Avery nodded, but tears pricked at the corners of her eyes. She blinked fast, trying to hide them.
Alexander noticed.
“Avery.”
She shook her head quickly. “I’m fine—I’m just tired.”
“You’re overwhelmed.”
She didn’t answer.
He leaned forward slightly. “Who said something to you.”
“No one directly,” she lied.
“Avery.”
She exhaled. “Just… comments. Questions. Things that make me feel like I’m doing something wrong even when I’m not.”
“You’re not.” His voice softened again. “Look at me.”
She lifted her eyes, slowly.
“None of this is your fault,” he said. “And if anyone is making it harder for you, I handle it. Not you.”
She swallowed. “I don’t want you to have to handle anything because of me.”
He held her gaze for a long moment.
“You’re not a burden,” he said.
Her breath shook. “I don’t want to be trouble.”
“You’re not trouble.”
She almost lost her composure.
He watched her—careful, quiet, protective—until she could breathe again.
When she finally stood to leave, he said her name.

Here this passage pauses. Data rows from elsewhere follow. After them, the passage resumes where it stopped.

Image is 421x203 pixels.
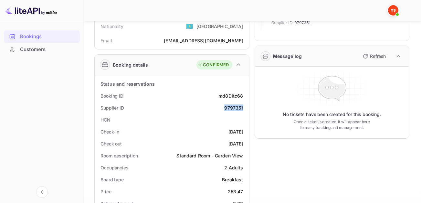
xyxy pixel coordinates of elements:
span: Supplier ID: [271,20,294,26]
a: Customers [4,43,80,55]
p: No tickets have been created for this booking. [283,111,381,118]
span: United States [186,20,193,32]
div: Bookings [4,30,80,43]
div: Booking ID [100,92,123,99]
div: md8DItc68 [218,92,243,99]
img: LiteAPI logo [5,5,57,15]
span: 9797351 [294,20,311,26]
div: CONFIRMED [198,62,229,68]
div: Status and reservations [100,80,155,87]
button: Refresh [359,51,388,61]
div: Breakfast [222,176,243,183]
div: Message log [273,53,302,59]
div: HCN [100,116,110,123]
div: Occupancies [100,164,129,171]
div: Check-in [100,128,119,135]
div: [DATE] [228,140,243,147]
div: Nationality [100,23,124,30]
div: Room description [100,152,138,159]
div: Supplier ID [100,104,124,111]
div: Booking details [113,61,148,68]
div: Bookings [20,33,77,40]
div: Customers [4,43,80,56]
p: Once a ticket is created, it will appear here for easy tracking and management. [291,119,373,130]
div: Standard Room - Garden View [176,152,243,159]
div: 9797351 [224,104,243,111]
img: Yandex Support [388,5,398,15]
button: Collapse navigation [36,186,48,198]
p: Refresh [370,53,386,59]
div: Check out [100,140,122,147]
div: [GEOGRAPHIC_DATA] [196,23,243,30]
div: 2 Adults [224,164,243,171]
div: Price [100,188,111,195]
div: 253.47 [228,188,243,195]
div: Customers [20,46,77,53]
div: [DATE] [228,128,243,135]
div: [EMAIL_ADDRESS][DOMAIN_NAME] [164,37,243,44]
a: Bookings [4,30,80,42]
div: Board type [100,176,124,183]
div: Email [100,37,112,44]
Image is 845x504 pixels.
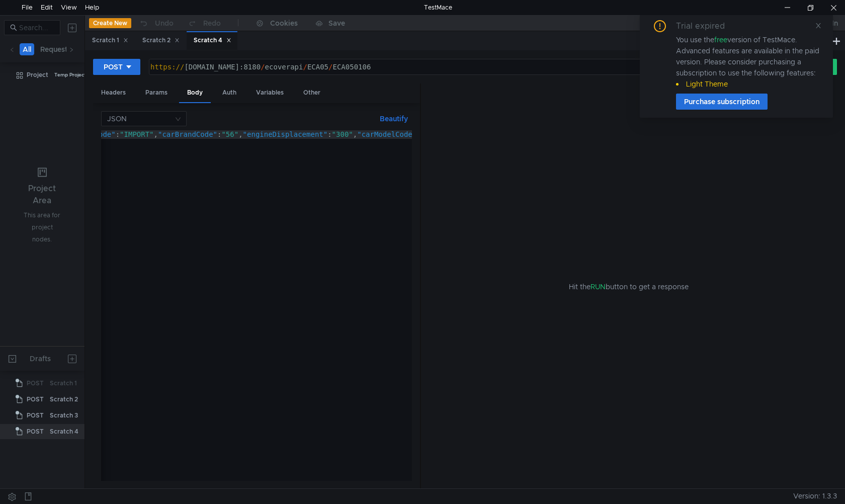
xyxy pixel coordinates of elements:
[215,84,245,102] div: Auth
[676,34,821,89] div: You use the version of TestMace. Advanced features are available in the paid version. Please cons...
[92,35,128,46] div: Scratch 1
[50,424,78,439] div: Scratch 4
[27,424,44,439] span: POST
[93,59,140,75] button: POST
[138,84,176,102] div: Params
[27,392,44,407] span: POST
[27,376,44,391] span: POST
[50,408,78,423] div: Scratch 3
[38,43,74,55] button: Requests
[50,392,78,407] div: Scratch 2
[93,84,134,102] div: Headers
[179,84,211,103] div: Body
[569,281,689,292] span: Hit the button to get a response
[590,282,605,291] span: RUN
[54,68,86,83] div: Temp Project
[676,94,767,109] button: Purchase subscription
[27,68,48,83] div: Project
[194,35,231,46] div: Scratch 4
[270,17,298,29] div: Cookies
[181,16,228,31] button: Redo
[19,43,34,55] button: All
[248,84,291,102] div: Variables
[155,17,173,29] div: Undo
[793,489,837,503] span: Version: 1.3.3
[89,18,131,28] button: Create New
[714,35,727,44] span: free
[27,408,44,423] span: POST
[19,22,54,33] input: Search...
[328,19,345,27] div: Save
[50,376,77,391] div: Scratch 1
[376,113,412,124] button: Beautify
[131,16,181,31] button: Undo
[104,61,123,73] div: POST
[295,84,328,102] div: Other
[29,353,51,365] div: Drafts
[676,78,821,89] li: Light Theme
[676,20,737,32] div: Trial expired
[143,35,180,46] div: Scratch 2
[203,17,221,29] div: Redo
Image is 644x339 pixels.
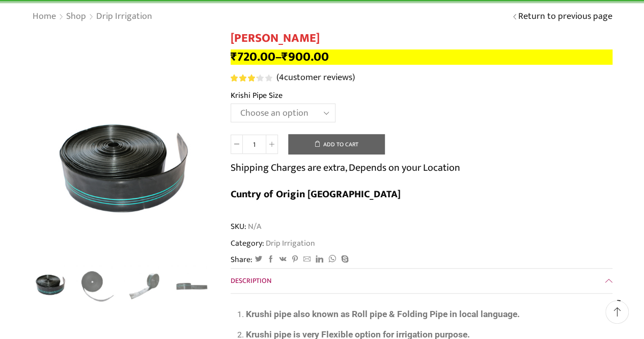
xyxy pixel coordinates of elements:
a: Home [32,10,56,23]
span: Category: [231,237,315,249]
a: Drip Irrigation [96,10,153,23]
nav: Breadcrumb [32,10,153,23]
a: Shop [66,10,87,23]
img: Heera Flex Pipe [76,265,119,307]
p: – [231,50,613,65]
span: ₹ [282,46,288,67]
label: Krishi Pipe Size [231,90,283,102]
a: 45 [170,265,213,307]
span: 4 [279,70,284,85]
li: 3 / 4 [124,265,166,306]
a: Drip Irrigation [264,237,315,250]
bdi: 900.00 [282,46,329,67]
span: Share: [231,254,252,265]
span: 4 [231,74,274,82]
span: SKU: [231,221,613,232]
span: N/A [246,221,261,232]
span: Krushi pipe also known as Roll pipe & Folding Pipe in local language. [246,309,520,319]
span: ₹ [231,46,237,67]
a: Description [231,269,613,293]
b: Cuntry of Origin [GEOGRAPHIC_DATA] [231,186,401,203]
a: (4customer reviews) [276,72,355,85]
a: 1 [30,263,72,306]
p: Shipping Charges are extra, Depends on your Location [231,160,460,176]
span: Description [231,275,272,287]
input: Product quantity [243,135,266,154]
h1: [PERSON_NAME] [231,31,613,46]
a: 4 [124,265,166,307]
li: 4 / 4 [170,265,213,306]
a: Return to previous page [518,10,613,23]
bdi: 720.00 [231,46,276,67]
li: 1 / 4 [30,265,72,306]
div: 1 / 4 [32,76,215,260]
div: Rated 3.25 out of 5 [231,74,272,82]
li: 2 / 4 [76,265,119,306]
button: Add to cart [288,134,385,155]
span: Rated out of 5 based on customer ratings [231,74,258,82]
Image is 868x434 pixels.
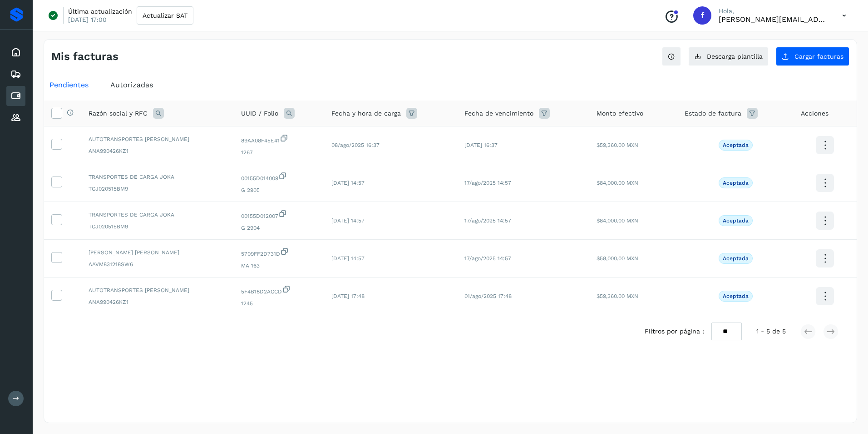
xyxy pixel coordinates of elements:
[241,224,317,231] span: G 2904
[685,109,742,118] span: Estado de factura
[49,81,88,89] span: Pendientes
[464,109,534,118] span: Fecha de vencimiento
[719,15,828,23] p: favio.serrano@logisticabennu.com
[331,217,365,224] span: [DATE] 14:57
[88,260,227,269] span: AAVM831218SW6
[464,217,512,224] span: 17/ago/2025 14:57
[645,326,705,335] span: Filtros por página :
[68,7,132,16] p: Última actualización
[6,42,25,62] div: Inicio
[241,299,317,308] span: 1245
[723,217,749,224] p: Aceptada
[597,142,639,148] span: $59,360.00 MXN
[88,109,148,118] span: Razón social y RFC
[241,171,317,182] span: 00155D014009
[241,209,317,220] span: 00155D012007
[88,222,227,230] span: TCJ020515BM9
[464,142,498,148] span: [DATE] 16:37
[6,85,25,106] div: Cuentas por pagar
[88,248,227,256] span: [PERSON_NAME] [PERSON_NAME]
[597,179,639,186] span: $84,000.00 MXN
[241,247,317,257] span: 5709FF2D731D
[757,326,786,335] span: 1 - 5 de 5
[88,135,227,143] span: AUTOTRANSPORTES [PERSON_NAME]
[719,7,828,15] p: Hola,
[241,148,317,156] span: 1267
[795,53,844,59] span: Cargar facturas
[464,293,512,299] span: 01/ago/2025 17:48
[331,109,401,118] span: Fecha y hora de carga
[597,217,639,224] span: $84,000.00 MXN
[331,142,380,148] span: 08/ago/2025 16:37
[88,185,227,192] span: TCJ020515BM9
[136,7,193,24] button: Actualizar SAT
[241,284,317,296] span: 5F4B18D2ACCD
[241,109,279,118] span: UUID / Folio
[723,179,749,186] p: Aceptada
[241,261,317,270] span: MA 163
[6,64,25,84] div: Embarques
[331,179,365,186] span: [DATE] 14:57
[88,210,227,218] span: TRANSPORTES DE CARGA JOKA
[597,109,643,118] span: Monto efectivo
[723,293,749,299] p: Aceptada
[6,108,25,127] div: Proveedores
[464,179,512,186] span: 17/ago/2025 14:57
[597,293,639,299] span: $59,360.00 MXN
[707,53,763,59] span: Descarga plantilla
[88,286,227,294] span: AUTOTRANSPORTES [PERSON_NAME]
[464,255,512,261] span: 17/ago/2025 14:57
[331,255,365,261] span: [DATE] 14:57
[776,46,849,66] button: Cargar facturas
[68,16,107,23] p: [DATE] 17:00
[723,142,749,148] p: Aceptada
[723,255,749,261] p: Aceptada
[801,109,829,118] span: Acciones
[143,12,188,19] span: Actualizar SAT
[88,297,227,306] span: ANA990426KZ1
[241,186,317,194] span: G 2905
[88,147,227,155] span: ANA990426KZ1
[88,173,227,181] span: TRANSPORTES DE CARGA JOKA
[110,81,153,89] span: Autorizadas
[689,46,769,66] button: Descarga plantilla
[51,50,119,63] h4: Mis facturas
[241,134,317,145] span: 89AA08F45E41
[597,255,639,261] span: $58,000.00 MXN
[331,293,365,299] span: [DATE] 17:48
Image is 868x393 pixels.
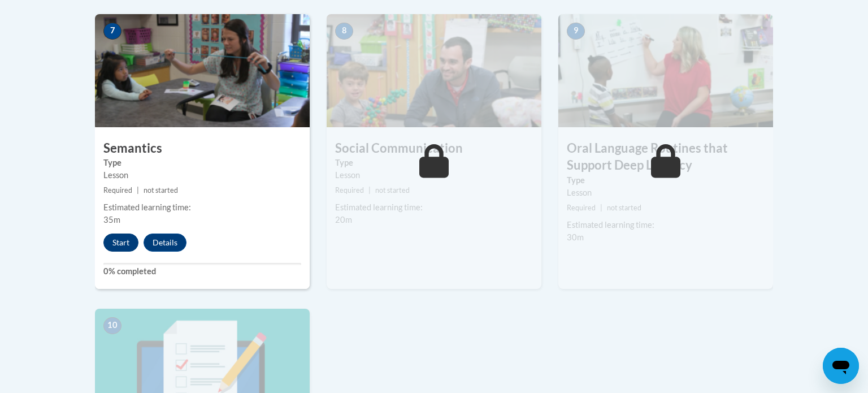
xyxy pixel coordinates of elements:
label: Type [335,157,533,169]
span: | [369,186,371,195]
div: Lesson [104,169,301,182]
span: Required [335,186,364,195]
span: 7 [104,22,121,40]
label: Type [104,157,301,169]
img: Course Image [559,14,774,127]
span: not started [607,204,642,212]
div: Estimated learning time: [104,201,301,214]
button: Start [104,234,139,252]
span: Required [567,204,596,212]
span: Required [104,186,132,195]
span: not started [375,186,409,195]
img: Course Image [95,14,309,127]
span: 10 [104,317,121,335]
span: | [137,186,139,195]
span: 8 [335,22,353,40]
h3: Oral Language Routines that Support Deep Literacy [559,140,774,175]
label: 0% completed [104,265,301,278]
span: 9 [567,22,585,40]
label: Type [567,174,765,186]
h3: Social Communication [327,140,542,158]
div: Lesson [567,186,765,199]
div: Estimated learning time: [335,201,533,214]
span: 35m [104,215,120,224]
span: not started [144,186,178,195]
h3: Semantics [95,140,309,158]
iframe: Button to launch messaging window [823,348,860,384]
div: Estimated learning time: [567,219,765,232]
span: | [600,204,602,212]
span: 30m [567,233,584,242]
button: Details [144,234,186,252]
div: Lesson [335,169,533,182]
span: 20m [335,215,352,224]
img: Course Image [327,14,542,127]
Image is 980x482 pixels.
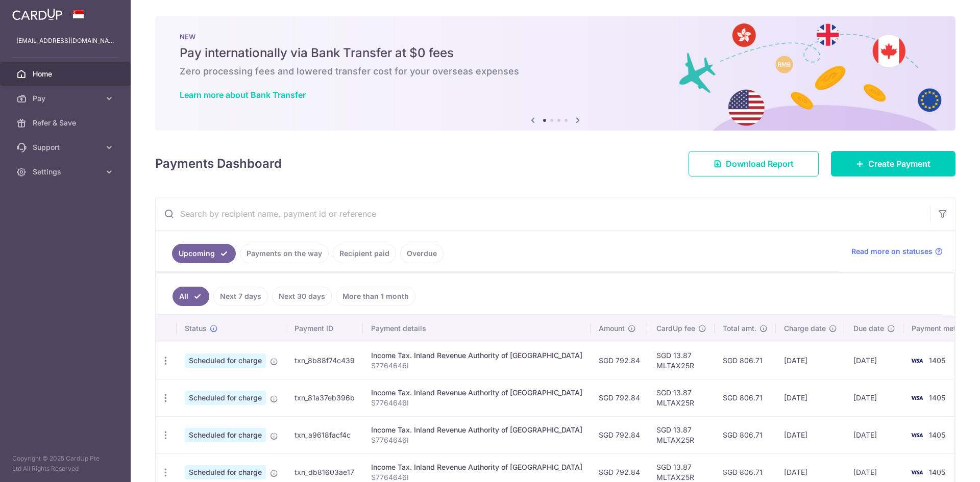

Avery Collins never expected anything in her quiet routine to draw attention—least of all from Alexander Reed, the impossibly composed CEO whose life seemed worlds away from hers. When a misplaced lunch order pulls them into each other’s orbit, small, unintentional moments begin to shift something neither of them meant to notice. Avery, used to keeping her head down, struggles under rising workplace rumors that twist kindness into suspicion. Alexander, direct yet restrained, finds himself unable to ignore the subtle signs of her faltering. As tension and tenderness grow side by side, they discover that what people choose to see—and what is actually happening—are rarely the same. In a world filled with noise, their connection becomes the quiet space where both finally learn how to stay.